At one point during the prime time proceedings I saw Joe and Craig flash on the screen multiple-screen listings of Caps’ prospects. I saw the names Michal Neuvirth, Simeon Varlamov, Karl Alzner, Joe Finley, Mathieu Perreault, Francois Bouchard, Dave Steckel, and Chris Bourque, all broadcast on an outlet that never in its life held an office fantasy hockey pool. Briefly, it was like a breakout from hockeysfuture, and two DraftGeeks renting out the Comcast studio and making like Wayne and Garth on local cable access.
Wayne, er, JoeB: “Look at all this talent in the pipeline, Dude!”
Garth, er, Craig (head cocked): “Excellent!”
This is what importing one Canuck can do to an outlet!
More seriously, Hillary was hired to bring her NHL coverage experience to Comcast. The in-house hockey talent was significant, if under-appreciated and grossly under-utilized, but had the outlet ever boasted a dedicated reporter on the beat? Next I’m going to allege that coverage decisions like Comcast’s for this week haven’t occurred in a vacuum, and that they’re a harbinger of better coverage to come, print and broadcast, traditional and alternative. To an extent, it’s fashionable, of course: the Caps may not make it to the postseason this year, but they will not be dull.
But of course I’m a subscriber to the theory that a media revolution for this team and its sport is well underway these days, in these parts.
I’m also, at week’s end, when this trial run on Comcast terminates, planning on becoming a subscriber to CapsTV.

The pause in on-ice action is a good time to take stock of what the Caps have achieved thus far in what I believe is the most important training camp in the organization’s history. I made a point during my visits to survey the hockey-savvy heads also taking in the daily doings at Kettler, from print and broadcast reporters to fellow bloggers to fans in the stands, and herewith I’m blending their leading storylines of camp to date with my own.
It is Chris Clark’s team-first, two-way versatility that has Glen Hanlon fantasizing about a two-way, impact third line along the lines of the great Steve Konowalchuk, Jeff Halpern, Ulf Dahlen trio of a few years ago. That line, you’ll recall, was so dominant that Ron Wilson opened just about every game with it. It was also one that was a lynchpin to the Caps’ postseason participation. The coach has told the media that he’s looking for 60 goals from his third line this season, and given the defensive acumen of Clark and Boyd Gordon, and Matt Pettinger’s offensive pop, it’s natural to invoke the KDH comparison.
I’m also not wagering on Clark’s offensive production diminishing, dramatically, by virtue of his dropping down to line 3. As he noted himself on Media Day, he’s spent the past two seasons taking shifts against the likes of Zdeno Chara and top defensive pairings. Less so, it would appear, beginning this season.
The next step is to close the deal once you have the lead.

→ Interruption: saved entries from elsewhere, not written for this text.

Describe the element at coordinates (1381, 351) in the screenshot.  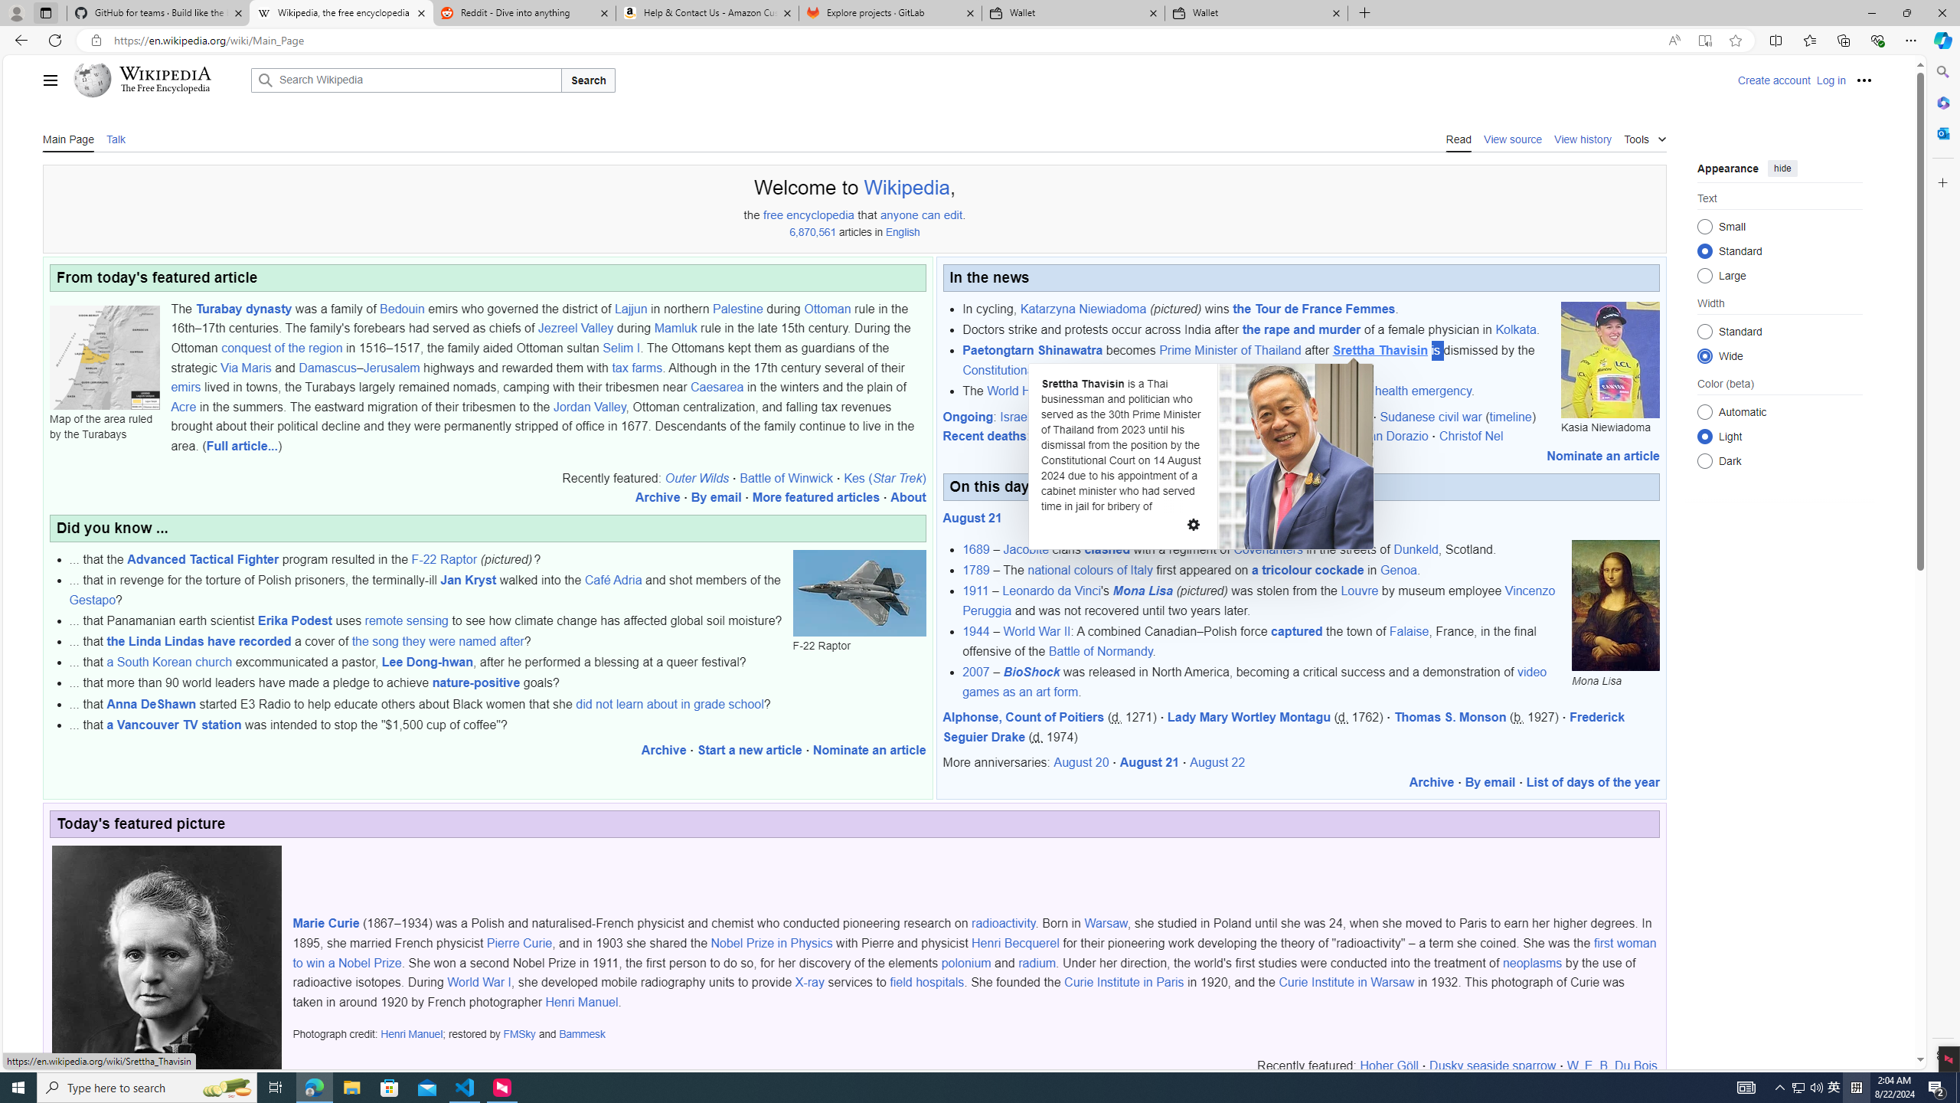
I see `Srettha Thavisin` at that location.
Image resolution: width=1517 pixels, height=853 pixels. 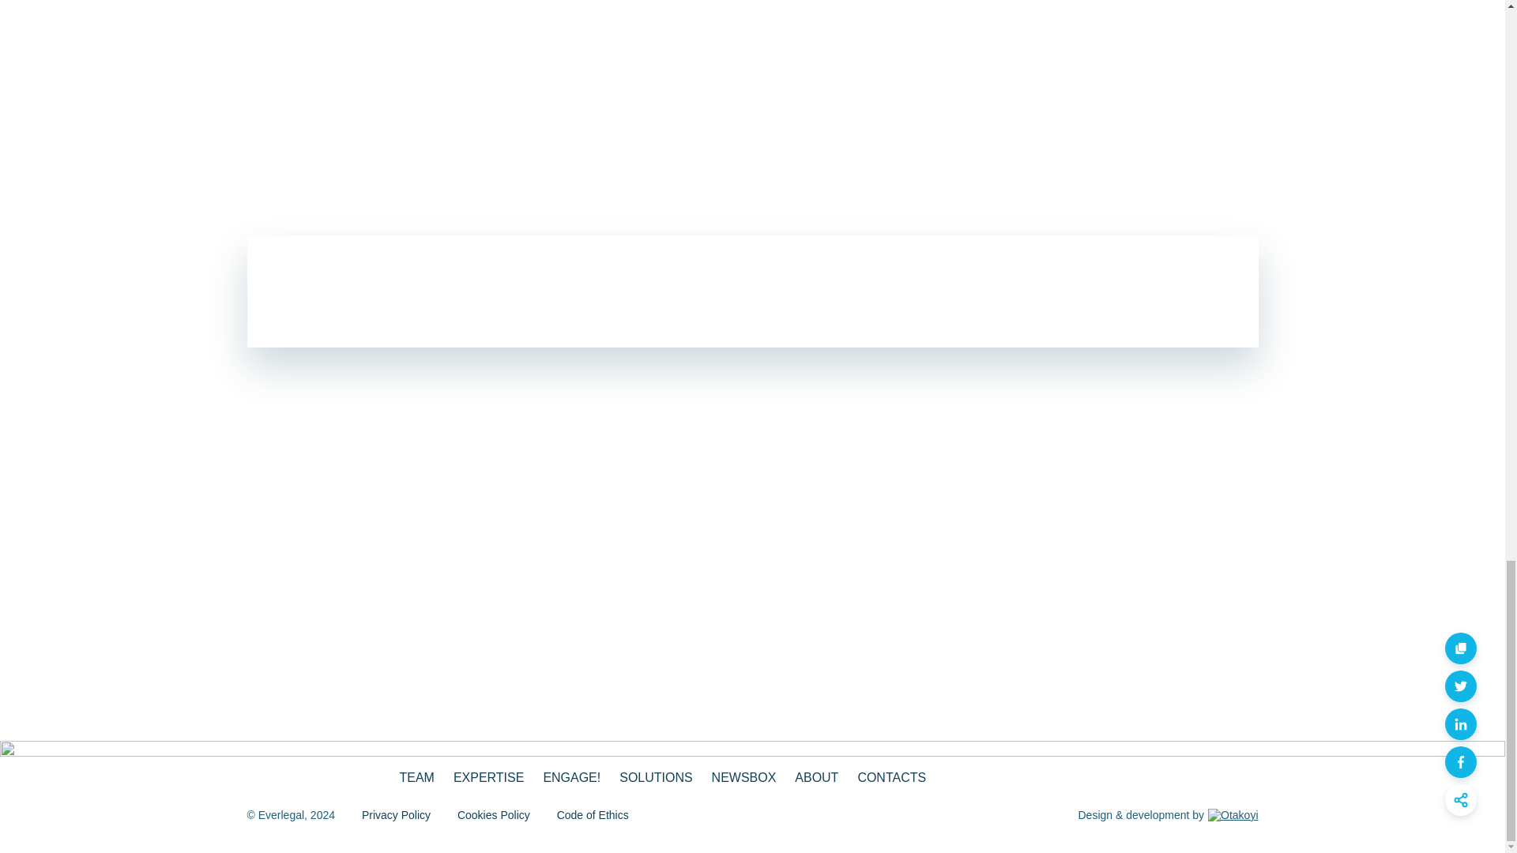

Lisa was born and raised in Ottawa, Ontario and began her career in broadcasting as a general assignment reporter for CHUM Television in Pembroke, Ontario. She then moved to Calgary, Alberta, working for TSN anchoring the weekend edition of SportsCentre and covering the Flames along with the NFL and CFL. Her most recent assignment before Comcast SportsNet found her back at CHUM in 2005 as an anchor/reporter for A-Channel Ottawa.
A sports enthusiast who loves tennis and swimming, Lisa said this about her job in broadcasting.
“I love the interaction of broadcasting. The highlight of every day is being given the opportunity to get up close with people in the community.”
In adding to their coverage of an underserved beat, Comcast SportsNet has rewarded the Captials’ faithful with a seasoned hockey reporter. OFB welcomes Lisa to her second nation’s capital and it is our hope that she brings to her new beat a Canadian sensibility for covering hockey in this burgundy and gold town.